I don't have direct knowledge of how the SpaceX flight control software works, but it's almost certainly classical. A descending rocket is essentially an inverted pendulum [1] with two-axis control via gimbals in the engines, which is a pretty well-studied and solved problem in robotics (just search for "inverted pendulum robot"). Hover-slam timing is probably empirically derived and then computed based on velocity, position, and mass (again classically). High-accuracy rocket positioning systems date back to the cold war (or maybe earlier) and are definitely not ML, either. As for why it wasn't done before, the answer is mostly lack of incentive/competition. There really wasn't any reason for the launch companies to make reusable rockets when the government and commercial customers were willing to pay for non-reusable and no one else in the market showed any interest at all in developing their own.
I wouldn't say that. There were many projects with reusable stages, e.g. Space Shuttle boosters were partially reusable and the Energia rocket had a variant in development with first stage boosters landing like airplanes.
And there were number of practical problems at the time as well:
- Computers were relatively big and heavy.
- Rocket development was mostly focused on improving efficiency via higher chamber pressure, meaning that engines worked on the edge of their capabilities, which is not a great fit for reusability. It's one of a good reasons why Falcon 9's Merlin engines have the simplest open-cycle design with a relatively low chamber pressure.
- Number of launches was too small to make reusable designs economically viable (i.e. your production line would be idle for too long). Even today this number is not high enough, this is why Musk focuses on projects like Starlink to create an additional "artificial" demand for launches.
I guess the control is pretty wall tuned classical control loops but I've seen a paper on the trajectory optimisation to get down to earth while experiencing perturbation and land using minimal fuel and achieving zero velocity in 6DoF etc. Can't find the paper now unfortunately.
They understandably don't publish much. The best clues I have found are in their lead landing engineer's pre-spacex publications. This one a good one for example: http://www.larsblackmore.com/BlackmoreEtAlJGCD10.pdf
The tldr is that they find a convex approximation to the problem and use standard convex solvers to find the right inputs.
This paper[1] says that they use cvxgen[2] to generate the on-board solver code.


TASK OBJECTIVE >> Consider the entries given below. Count the lines that include "strong" and give only the count.

PROVIDED DATA >>
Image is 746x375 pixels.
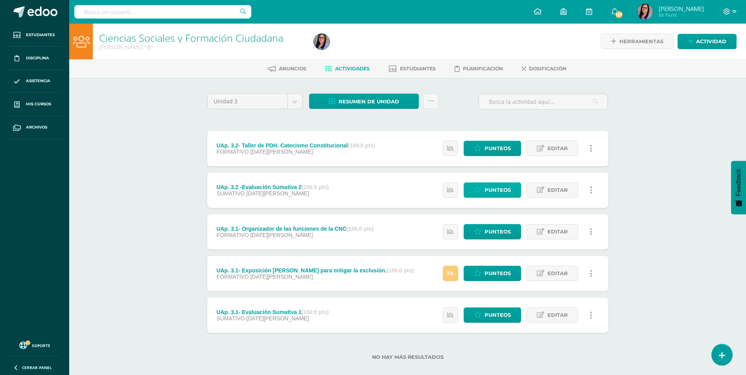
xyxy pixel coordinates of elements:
[99,31,283,44] a: Ciencias Sociales y Formación Ciudadana
[26,78,50,84] span: Asistencia
[620,34,664,49] span: Herramientas
[302,309,329,316] strong: (100.0 pts)
[455,63,503,75] a: Planificación
[348,142,375,149] strong: (100.0 pts)
[250,149,313,155] span: [DATE][PERSON_NAME]
[216,142,375,149] div: UAp. 3.2- Taller de PDH. Catecismo Constitucional
[6,47,63,70] a: Disciplina
[659,12,704,18] span: Mi Perfil
[26,101,51,107] span: Mis cursos
[216,316,245,322] span: SUMATIVO
[485,183,511,198] span: Punteos
[246,316,309,322] span: [DATE][PERSON_NAME]
[659,5,704,13] span: [PERSON_NAME]
[26,124,47,131] span: Archivos
[268,63,307,75] a: Anuncios
[522,63,567,75] a: Dosificación
[26,55,49,61] span: Disciplina
[207,355,609,360] label: No hay más resultados
[208,94,303,109] a: Unidad 3
[99,32,305,43] h1: Ciencias Sociales y Formación Ciudadana
[464,308,521,323] a: Punteos
[99,43,305,51] div: Quinto Bachillerato 'B'
[601,34,674,49] a: Herramientas
[216,226,374,232] div: UAp. 3.1- Organizador de las funciones de la CNC
[309,94,419,109] a: Resumen de unidad
[314,34,330,50] img: 6469f3f9090af1c529f0478c8529d800.png
[216,149,249,155] span: FORMATIVO
[6,116,63,139] a: Archivos
[216,309,329,316] div: UAp. 3.1- Evaluación Sumativa 1
[279,66,307,72] span: Anuncios
[216,268,414,274] div: UAp. 3.1- Exposición [PERSON_NAME] para mitigar la exclusión.
[696,34,727,49] span: Actividad
[22,365,52,371] span: Cerrar panel
[325,63,370,75] a: Actividades
[302,184,329,190] strong: (100.0 pts)
[214,94,282,109] span: Unidad 3
[548,308,568,323] span: Editar
[529,66,567,72] span: Dosificación
[548,225,568,239] span: Editar
[26,32,55,38] span: Estudiantes
[464,266,521,281] a: Punteos
[246,190,309,197] span: [DATE][PERSON_NAME]
[216,190,245,197] span: SUMATIVO
[479,94,608,109] input: Busca la actividad aquí...
[485,225,511,239] span: Punteos
[250,274,313,280] span: [DATE][PERSON_NAME]
[485,141,511,156] span: Punteos
[74,5,251,18] input: Busca un usuario...
[464,183,521,198] a: Punteos
[463,66,503,72] span: Planificación
[637,4,653,20] img: 6469f3f9090af1c529f0478c8529d800.png
[735,169,742,196] span: Feedback
[6,93,63,116] a: Mis cursos
[485,308,511,323] span: Punteos
[9,340,60,351] a: Soporte
[464,141,521,156] a: Punteos
[216,184,329,190] div: UAp. 3.2 -Evaluación Sumativa 2
[548,141,568,156] span: Editar
[6,24,63,47] a: Estudiantes
[32,343,50,349] span: Soporte
[464,224,521,240] a: Punteos
[387,268,414,274] strong: (100.0 pts)
[347,226,374,232] strong: (100.0 pts)
[548,183,568,198] span: Editar
[339,94,399,109] span: Resumen de unidad
[400,66,436,72] span: Estudiantes
[678,34,737,49] a: Actividad
[548,266,568,281] span: Editar
[389,63,436,75] a: Estudiantes
[615,10,624,19] span: 137
[485,266,511,281] span: Punteos
[335,66,370,72] span: Actividades
[216,232,249,238] span: FORMATIVO
[250,232,313,238] span: [DATE][PERSON_NAME]
[731,161,746,214] button: Feedback - Mostrar encuesta
[216,274,249,280] span: FORMATIVO
[6,70,63,93] a: Asistencia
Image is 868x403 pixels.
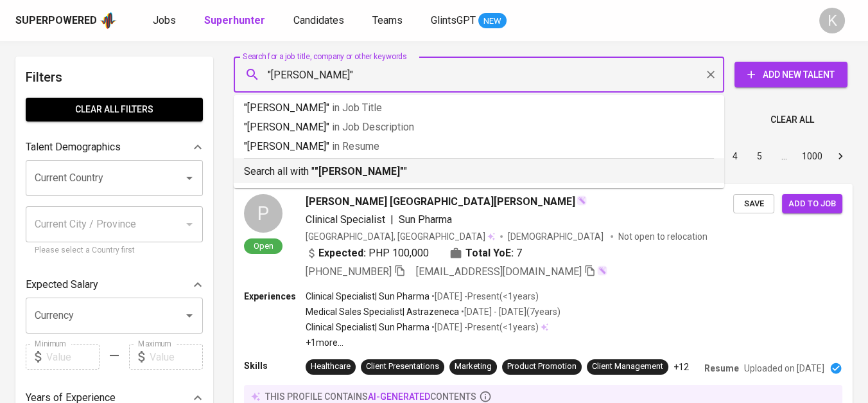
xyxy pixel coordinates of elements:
img: app logo [100,11,117,30]
span: GlintsGPT [430,14,476,27]
a: Superhunter [204,13,267,29]
span: Save [740,197,768,212]
span: Add New Talent [744,67,837,82]
p: Please select a Country first [35,244,194,256]
p: Clinical Specialist | Sun Pharma [306,321,429,333]
div: PHP 100,000 [306,245,429,261]
p: +1 more ... [306,336,560,349]
span: Sun Pharma [398,213,452,225]
input: Value [46,343,100,369]
div: Expected Salary [26,272,203,298]
span: Clear All [770,112,814,128]
div: Superpowered [16,14,97,28]
span: Clinical Specialist [306,213,385,225]
div: Talent Demographics [26,135,203,160]
button: Go to next page [830,146,851,167]
span: Jobs [153,14,176,27]
p: • [DATE] - Present ( <1 years ) [429,321,538,333]
button: Open [180,169,199,187]
a: Teams [373,13,405,29]
p: Uploaded on [DATE] [744,362,824,375]
p: Clinical Specialist | Sun Pharma [306,289,429,302]
b: Expected: [319,245,366,261]
div: Client Presentations [366,360,439,373]
span: in Resume [332,140,379,152]
button: Go to page 5 [749,146,770,167]
p: Experiences [244,289,306,302]
button: Go to page 4 [725,146,745,167]
p: "[PERSON_NAME]" [244,119,714,135]
b: Superhunter [204,14,266,27]
button: Add to job [782,194,842,213]
input: Value [149,343,203,369]
span: [PERSON_NAME] [GEOGRAPHIC_DATA][PERSON_NAME] [306,194,575,210]
div: Marketing [454,360,492,373]
span: AI-generated [368,391,430,401]
p: this profile contains contents [266,390,476,403]
span: [EMAIL_ADDRESS][DOMAIN_NAME] [416,266,581,278]
div: K [819,7,845,33]
span: Teams [373,14,403,27]
button: Clear [701,66,720,83]
p: Medical Sales Specialist | Astrazeneca [306,305,459,318]
span: [PHONE_NUMBER] [306,266,392,278]
p: • [DATE] - [DATE] ( 7 years ) [459,305,560,318]
p: Skills [244,359,306,372]
p: +12 [674,360,689,373]
p: Expected Salary [26,277,98,292]
img: magic_wand.svg [597,266,607,276]
div: Client Management [591,360,663,373]
span: [DEMOGRAPHIC_DATA] [508,230,605,243]
button: Clear All filters [26,98,203,122]
button: Go to page 1000 [798,146,826,167]
span: Open [248,240,278,251]
span: Add to job [788,197,836,212]
span: Clear All filters [36,102,192,117]
p: Not open to relocation [618,230,708,243]
p: Search all with " " [244,164,714,180]
p: • [DATE] - Present ( <1 years ) [429,289,538,302]
img: magic_wand.svg [577,195,587,205]
span: in Job Title [332,102,382,114]
p: Resume [704,362,739,375]
a: Superpoweredapp logo [16,11,117,30]
div: … [774,149,794,162]
b: "[PERSON_NAME]" [315,165,404,178]
b: Total YoE: [465,245,514,261]
p: "[PERSON_NAME]" [244,100,714,115]
button: Clear All [765,108,819,132]
span: in Job Description [332,121,414,133]
div: [GEOGRAPHIC_DATA], [GEOGRAPHIC_DATA] [306,230,495,243]
h6: Filters [26,67,203,87]
div: P [244,194,283,233]
a: GlintsGPT NEW [430,13,506,29]
span: | [390,212,394,227]
button: Open [180,306,199,324]
div: Healthcare [310,360,351,373]
a: Jobs [153,13,179,29]
button: Add New Talent [734,61,848,87]
span: Candidates [293,14,344,27]
span: 7 [516,245,522,261]
p: "[PERSON_NAME]" [244,138,714,154]
div: Product Promotion [507,360,577,373]
nav: pagination navigation [625,146,852,167]
a: Candidates [293,13,347,29]
span: NEW [478,15,506,27]
button: Save [733,194,775,213]
p: Talent Demographics [26,139,121,155]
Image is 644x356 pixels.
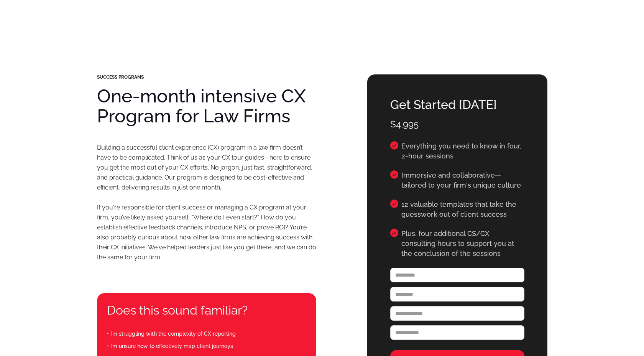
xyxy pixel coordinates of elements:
[402,141,525,161] h4: Everything you need to know in four, 2-hour sessions
[390,117,525,132] h4: $4,995
[402,170,525,190] h4: Immersive and collaborative—tailored to your firm's unique culture
[97,143,317,263] p: Building a successful client experience (CX) program in a law firm doesn’t have to be complicated...
[402,200,525,220] h4: 12 valuable templates that take the guesswork out of client success
[107,303,294,318] h4: Does this sound familiar?
[390,97,525,112] h4: Get Started [DATE]
[402,229,525,259] h4: Plus, four additional CS/CX consulting hours to support you at the conclusion of the sessions
[97,74,317,80] div: SUCCESS PROGRAMS
[97,86,317,126] h1: One-month intensive CX Program for Law Firms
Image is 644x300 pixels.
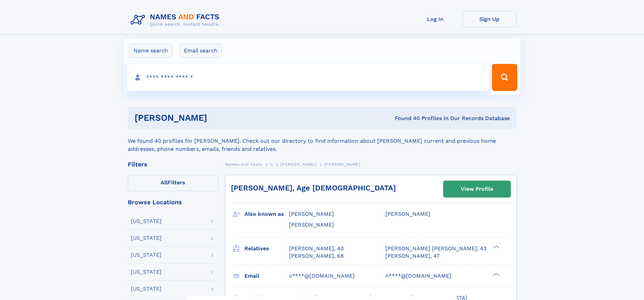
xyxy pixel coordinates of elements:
[179,43,222,58] label: Email search
[128,11,225,29] img: Logo Names and Facts
[131,253,162,258] div: [US_STATE]
[289,222,334,228] span: [PERSON_NAME]
[289,211,334,217] span: [PERSON_NAME]
[231,184,396,192] a: [PERSON_NAME], Age [DEMOGRAPHIC_DATA]
[492,64,517,91] button: Search Button
[385,253,440,260] a: [PERSON_NAME], 47
[127,64,489,91] input: search input
[408,11,462,27] a: Log In
[491,272,499,277] div: ❯
[244,208,289,220] h3: Also known as
[131,218,162,224] div: [US_STATE]
[491,245,499,249] div: ❯
[324,162,360,167] span: [PERSON_NAME]
[128,175,218,191] label: Filters
[161,179,168,186] span: All
[128,161,218,168] div: Filters
[385,245,486,253] a: [PERSON_NAME] [PERSON_NAME], 43
[385,211,430,217] span: [PERSON_NAME]
[280,160,316,168] a: [PERSON_NAME]
[128,199,218,205] div: Browse Locations
[225,160,262,168] a: Names and Facts
[280,162,316,167] span: [PERSON_NAME]
[131,269,162,275] div: [US_STATE]
[244,270,289,282] h3: Email
[289,245,344,253] a: [PERSON_NAME], 40
[289,253,344,260] a: [PERSON_NAME], 68
[462,11,517,27] a: Sign Up
[129,43,172,58] label: Name search
[443,181,510,197] a: View Profile
[270,162,273,167] span: C
[270,160,273,168] a: C
[301,115,509,122] div: Found 40 Profiles In Our Records Database
[131,286,162,292] div: [US_STATE]
[131,235,162,241] div: [US_STATE]
[244,243,289,254] h3: Relatives
[135,114,301,122] h1: [PERSON_NAME]
[128,129,517,153] div: We found 40 profiles for [PERSON_NAME]. Check out our directory to find information about [PERSON...
[461,181,493,197] div: View Profile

WRITTEN RESPONSE >> 5